JONATHAN P. DOLLIVER

[Extracts from a speech delivered in the House of Representatives,

April 27, 1898.]

I.

UPHOLD THE PRESIDENT

Ir cannot be said that the President of the United States has plunged this country into war. If he had done so, heedlessly putting in peril the welfare of a country like this, instead of being entitled as he is to the respect and confidence of the world, it would be better that a millstone were hanged about his neck and that he were drowned in the depths of the sea. He is guilty of no such offence against the welfare of his country. Instead of seeking to inflame public opinion, he has sought to moderate and direct it. Instead of throwing away the prospect of a peaceful settlement, he has put himself in alliance with every honorable influence in favor of such a solution of the perilous problem involved. He has been maligned by his enemies and misunderstood by his friends, because he has had the wisdom to inquire, the prudence to prepare, and the statesmanship to look before and after.
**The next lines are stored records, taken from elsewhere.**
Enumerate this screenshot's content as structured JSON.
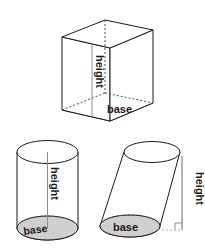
{
  "figure": {
    "background_color": "#ffffff",
    "outline_color": "#1a1a1a",
    "base_fill_color": "#cfcfcf",
    "hidden_edge_color": "#4d4d4d",
    "measure_line_color": "#8c8c8c",
    "solids": [
      {
        "id": "rectangular-prism",
        "name": "rectangular prism",
        "position": "top",
        "height_label": "height",
        "base_label": "base",
        "height_label_rotation": 90,
        "base_label_rotation": 0
      },
      {
        "id": "right-cylinder",
        "name": "right cylinder",
        "position": "bottom-left",
        "height_label": "height",
        "base_label": "base",
        "height_label_rotation": 90,
        "base_label_rotation": -8
      },
      {
        "id": "oblique-cylinder",
        "name": "oblique cylinder",
        "position": "bottom-right",
        "height_label": "height",
        "base_label": "base",
        "height_label_rotation": 90,
        "base_label_rotation": 0,
        "right_angle_marker": true
      }
    ]
  }
}
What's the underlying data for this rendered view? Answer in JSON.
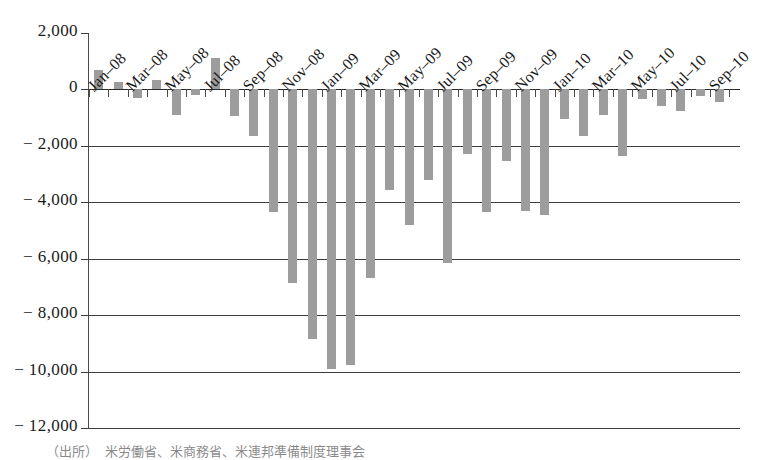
{
  "chart_data": {
    "type": "bar",
    "title": "",
    "xlabel": "",
    "ylabel": "",
    "ylim": [
      -12000,
      2000
    ],
    "ytick_step": 2000,
    "grid": true,
    "legend": null,
    "bar_color": "#9d9d9d",
    "axis_color": "#3d3d3d",
    "ytick_labels": [
      "2,000",
      "0",
      "− 2,000",
      "− 4,000",
      "− 6,000",
      "− 8,000",
      "− 10,000",
      "− 12,000"
    ],
    "yticks": [
      2000,
      0,
      -2000,
      -4000,
      -6000,
      -8000,
      -10000,
      -12000
    ],
    "xtick_labels": [
      "Jan–08",
      "Mar–08",
      "May–08",
      "Jul–08",
      "Sep–08",
      "Nov–08",
      "Jan–09",
      "Mar–09",
      "May–09",
      "Jul–09",
      "Sep–09",
      "Nov–09",
      "Jan–10",
      "Mar–10",
      "May–10",
      "Jul–10",
      "Sep–10"
    ],
    "categories": [
      "Jan–08",
      "Feb–08",
      "Mar–08",
      "Apr–08",
      "May–08",
      "Jun–08",
      "Jul–08",
      "Aug–08",
      "Sep–08",
      "Oct–08",
      "Nov–08",
      "Dec–08",
      "Jan–09",
      "Feb–09",
      "Mar–09",
      "Apr–09",
      "May–09",
      "Jun–09",
      "Jul–09",
      "Aug–09",
      "Sep–09",
      "Oct–09",
      "Nov–09",
      "Dec–09",
      "Jan–10",
      "Feb–10",
      "Mar–10",
      "Apr–10",
      "May–10",
      "Jun–10",
      "Jul–10",
      "Aug–10",
      "Sep–10"
    ],
    "values": [
      700,
      250,
      -300,
      350,
      -900,
      -200,
      1100,
      -950,
      -1650,
      -4350,
      -6850,
      -8850,
      -9900,
      -9750,
      -6700,
      -3550,
      -4800,
      -3200,
      -6150,
      -2300,
      -4350,
      -2550,
      -4300,
      -4450,
      -1050,
      -1650,
      -900,
      -2350,
      -350,
      -600,
      -750,
      -250,
      -450
    ]
  },
  "footer": {
    "source_note": "（出所）　米労働省、米商務省、米連邦準備制度理事会"
  }
}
If the time should ever come when the American people, under the burdens laid upon them by our Cuban protectorate, should become resentful and complaining, there is at least one man in the public life of these

times who will be able to look his countrymen squarely in the face and say to them, "I did the best I could to save my fellow-citizens from these afflictions." And when I hear men, as I have heard them on my own side of this House, suggesting that the President has given his party in this crisis a timid and hesitating leadership, I cannot forbear to express my own satisfaction that he has been great enough in heart and brain and conscience, in the presence of a public danger, to think of his country rather than of his party, and instead of strutting before the world, has been willing to become in a real sense the servant of the American people whose will has been expressed in the Congress of the United States.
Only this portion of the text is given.